Editor’s Note for October ’13

Standing at the site of the Heidelberg printing press, mixed emotions sweep over, and I wonder if twenty years down the line this factory will still remain. I mentally make a list of which other businesses or profession suffered this technology called the Internet. On a lighter note, one should really rethink if they plan a career as a dictator. The Internet and its social networking sites will eventually pull you down.

Arthur C Clarke said in his third law that “any sufficiently advanced technology is indistinguishable from magic.” And magic it seems to be that tens of hundreds of engineers on the payroll of Google and Facebook and YouTube are employed to do. Syntax magic and algorithm magic. All of us, now products of this technology called Internet.

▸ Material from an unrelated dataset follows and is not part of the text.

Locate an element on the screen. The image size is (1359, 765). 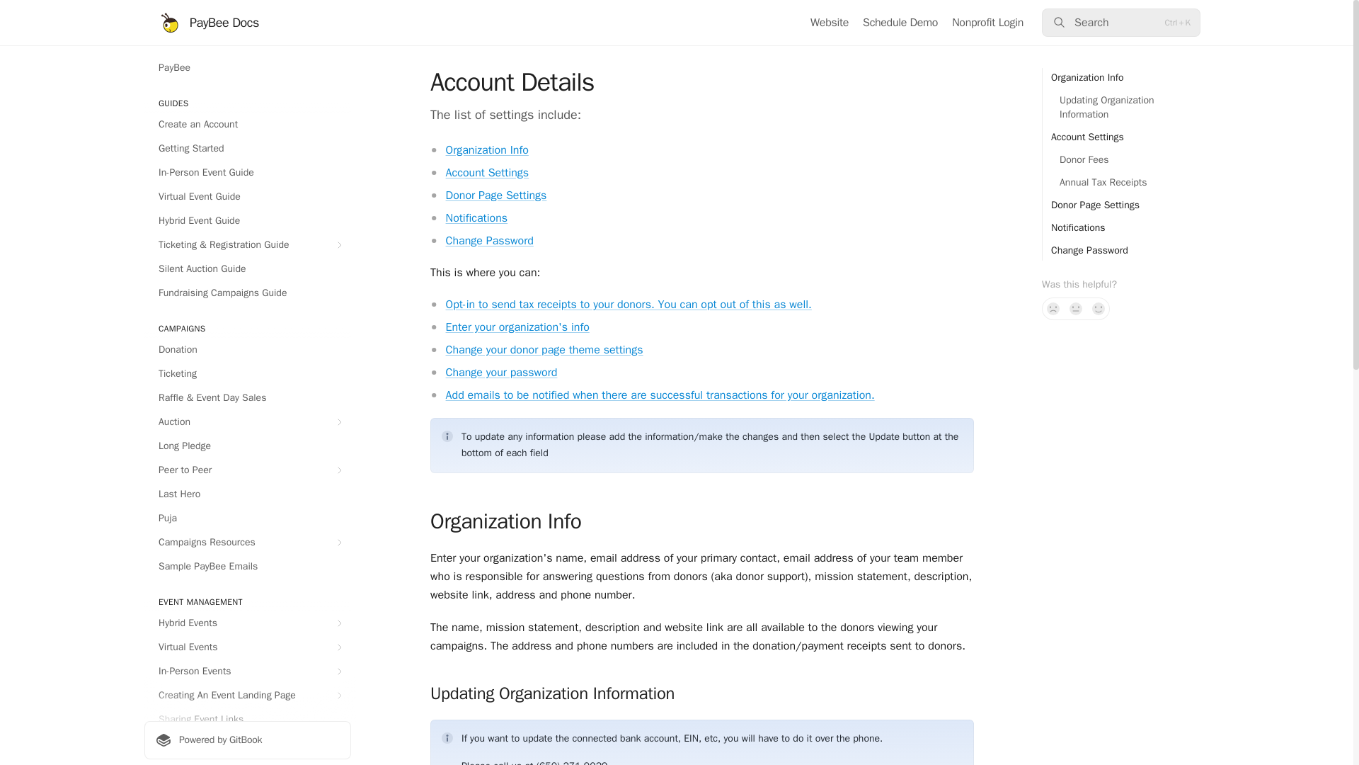
Create an Account is located at coordinates (247, 125).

So, what does Google sell? It sells us. Our likes, interests, affiliations, choices, temperaments. Our demographics (registration data), our behavioural data (clickstream). Our personal preferences (like activity), attitudes and interests (survey data), locations (check-ins), opinions (content created), influences (content sharing), search interests (keywords), shopping preferences (transaction data), intentions (email scans). Some of this data is freely offered by us, some inferred by Google.

Global surveillance, infrastructural imperialism, yet we believe we are freer, we believe we have more rights, we believe in more democracy.” ‘You’ have freedom of choice, ‘You’ can let yourself be profiled so that ‘You’ receive solicitations from companies that interest ‘You’. ‘You’ could customise your cellphone with a ringtone. The emphasis on ‘You’ however is only a smokescreen. In this process of aggregation, who are you? Who are you to Google, to Amazon? Are you the sum of your consumer preferences and My Space personas? What is your contribution every month?”-Siva Vaidyanathan (The Googlization of everything).

This is not to discount the tremendous potential of the Internet in our everyday lives. The Internet at its best is the most effective dis-intermediary. Take media for example. The gatekeepers of information were the people who could afford to set up a press or a channel and have the resources to run it. Interpretation of information was at their discretion. And the consumers of news had a choice of these limited newspapers or magazines or channels from which to build their opinions upon. With the advent of the Internet, everyone became a reporter. Citizens took to writing their own news, their own stories, not being represented by owners of media – YouTube, Twitter, blogs became their platforms.

But as the scope of www expanded, unfortunately as in most markets the hegemony of few players prevailed. As Professor Robert McChesney, Professor of Communication at the University of Illinois, media reform advocate and the author of the book Digital Disconnect, says in his very long interview with Kindle Magazine this month, that the Internet is the greatest creator of economic monopolies in history. So while we make use of the Internet as an integral part of our lives now, it is most important that we be aware. The concern is that a few companies on the Internet will become the sourcing point for all our information. Any technology which has the power to frame our questions as also to answer them could have an altering effect to the way we view the world. How this is a double edged sword, is what we discuss in depth this month in the magazine.

A dreamer and a passionate individual with oodles of nervous energy. The very idea of 'Kindle' took birth from the flames of her inexhaustible fire. Her intense innovativeness and leadership is more than just comforting to the team.